/ 1 March 2021

Koko maintains he had no idea he was exchanging emails with a man likely to be Salim Essa

Matshela Kokodsc 3889
Former Eskom chief executive Matshela Koko.

Former Eskom chief executive Matshela Koko on Monday flatly denied that he knowingly took instructions from outside the state power utility on structuring deals with the Gupta brothers’ business empire and that those directives came from Salim Essa.

Testifying before the Zondo commission into state capture, Koko said it only with hindsight that he could accept that he was corresponding with an external party and not — as he was adamant he believed at the time — with then Eskom chairperson Ben Ngubane.

Evidence leader Pule Seleka sought for some three hours to establish Koko’s knowledge of the true owner of the email address [email protected] and the real identity of his interlocutor, who was sometimes identified as “businessman”.

Their correspondence included an email sent to Koko in December 2015 that set out the favourable terms on which Eskom was to enter into a R1.68-billion prepayment arrangement with Tegeta Exploration for coal.

In his version, Koko realised years later that the email must have come from outside the power utility and that, by extension, it must have been improper. He said that at the time he hardly read it and simply forwarded it for the attention of Ngubane.

The two-page email, dated December 10, 2015, spelt out the terms on which Eskom would proceed with the prepayment that would enable Tegeta Exploration to buy Optimum Coal Mine.

The deal had been approved by the Eskom board on the evening of 9 December in a round robin process that itself has made for hours of incredulous questioning at the commission as board members claimed they approved the contract without knowing it pertained to Tegeta and not Glencore.

Koko at first told Seleka it was unreasonable to test his recollection of an email received at a time when he had only five months earlier returned from suspension.

He then reiterated that the email address was given to him by Eskom’s former head of legal, Suzanne Daniels, to communicate directly with Ngubane to prevent a disconnection between the board and the executive.

“This is an email that I was given by Suzanne. All information sent to this email reached the chairman,” he repeated of his understanding of the arrangement.

Daniels has denied this version. On Monday, Koko interrupted Seleka to call his former colleague a liar almost certainly heading to prison for facilitating state capture at Eskom.

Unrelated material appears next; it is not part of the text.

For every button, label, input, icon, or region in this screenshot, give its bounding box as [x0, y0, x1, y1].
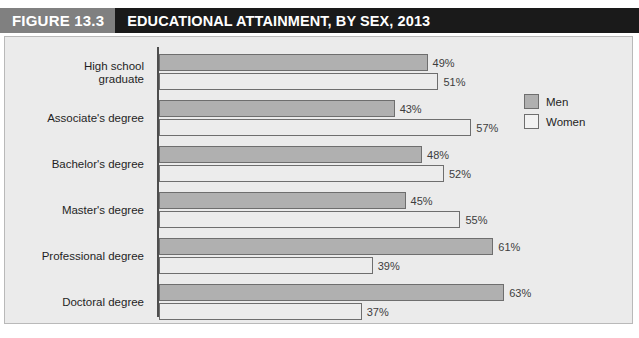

Deputy Chief Justice Raymond Zondo said it was his understanding that in an earlier appearance before the commission — Monday was his fourth — Koko had conceded that he later understood that the address was linked to the recipient name “businessman”, hence the remaining issue was simply whether it had become clear that this in turn referred to Essa.

At the time, Eskom was in a cycle of load-shedding and Essa owned Trillian, which raked in nearly R600-million from the power utility’s McKinsay contract.

Under careful questioning from Zondo, Koko insisted that although two of a string of emails sent to the domain address featuring the name “businessman”, he neither associated this recipient name with Ngubane, nor wondered why it suddenly appeared on the emails flagged by the commission.

Koko asserted “human behaviour does not work like that” when pressed to explain why he failed to notice, despite clear anomalies, that he was not communicating with Ngubane.

Zondo asked how it was possible that in their meetings Koko and Ngubane never referred to their supposed email exchanges and realised that something was amiss.

“And he never said this is not my email address… at no stage he disassociated himself from this email address?” Zondo asked.

“Well, I never said I sent it to this address,” came the reply.

Zondo finally asked whether, with hindsight, Koko would agree that he must in fact have found himself in an email exchange with Essa.

“On the face of it, what I think one can conclude from the concessions you have made with regard to what appears to be or who appears to have been behind this infoportal address, namely it appears that it was Mr Salim Essa. It would follow, would it not, that therefore those emails you got from this infoportal address that were coming to you as opposed to those you were sending must have been from him?”

Koko said he would only concede that it now appeared that he was corresponding with somebody not employed at Eskom.

“All I can tell you, I am relatively convinced that it is an external party,” he said, adding that Zondo might be interested in Essa, but his only preoccupation was that he was conned into sending confidential company documents to a third party and this realisation had left him angry.

“I did not send Eskom information to a third party knowingly. Is it Mr Essa? Then we go into the probability issue … I will leave those probabilities to you.”

Former Eskom chairperson Jabu Mabuza told the commission in 2019 that Koko began using the email address in question when he returned from suspension to demonstrate to the Gupta family’s associates both what business opportunities existed at Eskom and how he could help them to exploit these.

Mabuza said Eskom obtained a court order that allowed the company access to establish that emails flowed from Koko’s server to the email address in question, and that Essa was the person on the receiving end.